Gordimer was born to Jewish parents near Springs, an East Rand mining town outside Johannesburg.She was the second daughter of Isidore Gordimer (1887–1962), a Lithuanian Jewish immigrant watchmaker from Žagarė in Lithuania (then part of the Russian Empire), [2] [3] and Hannah "Nan" (née Myers) Gordimer (1897–1973), a British Jewish immigrant from London.
Coetzee was born in Cape Town, Cape Province, Union of South Africa, on 9 February 1940 to Afrikaner parents. [2] [3] His father, Zacharias Coetzee (1912–1988), was an occasional attorney and government employee, and his mother, Vera Coetzee (née Wehmeyer; 1904–1986), a schoolteacher.
Ronald Suresh Roberts (born 17 February 1968) is a British West Indian writer and lawyer. He is best known for his biographies of two leading figures in the "New South Africa", author Nadine Gordimer and former South African President Thabo Mbeki.
The 1991 Nobel Prize in Literature was awarded to the South African activist and writer Nadine Gordimer (1923–2014) "who through her magnificent epic writing has – in the words of Alfred Nobel – been of very great benefit to humanity." [1] She is the 7th female and first South African recipient of the prize followed by J. M. Coetzee in ...
Every helpful hint and clue for Saturday's Strands game from the New York Times. ... Move over, Wordle, Connections and Mini Crossword—there's a new NYT word game in town! The New York Times ...
The Lying Days is the debut novel of Nobel winning South African novelist, Nadine Gordimer. It was published in 1953 in London by Victor Gollancz and New York by Simon & Schuster.

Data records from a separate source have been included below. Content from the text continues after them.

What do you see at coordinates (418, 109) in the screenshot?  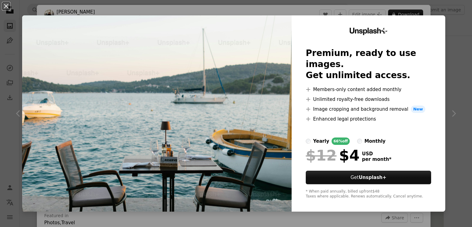 I see `span: New` at bounding box center [418, 109].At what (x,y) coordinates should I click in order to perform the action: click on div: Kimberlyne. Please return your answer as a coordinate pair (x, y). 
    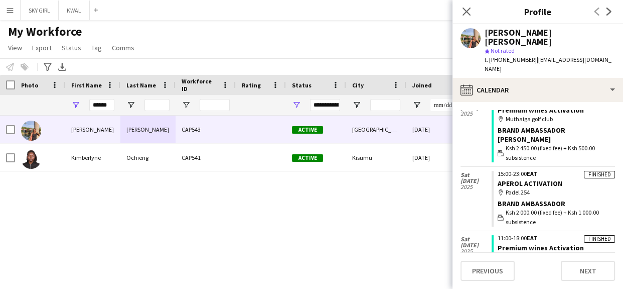
    Looking at the image, I should click on (93, 157).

It is Gordimer's third published book, following two collections of short stories, Face to Face (1949), and The Soft Voice of the Serpent (1952).
The Soft Voice of the Serpent and Other Stories is the second short story collection by the South African writer Nadine Gordimer, and her first to be published outside South Africa. [1] It was published on May 23, 1952, by Simon & Schuster in the United States, [ 2 ] and in the United Kingdom by Gollancz in 1953.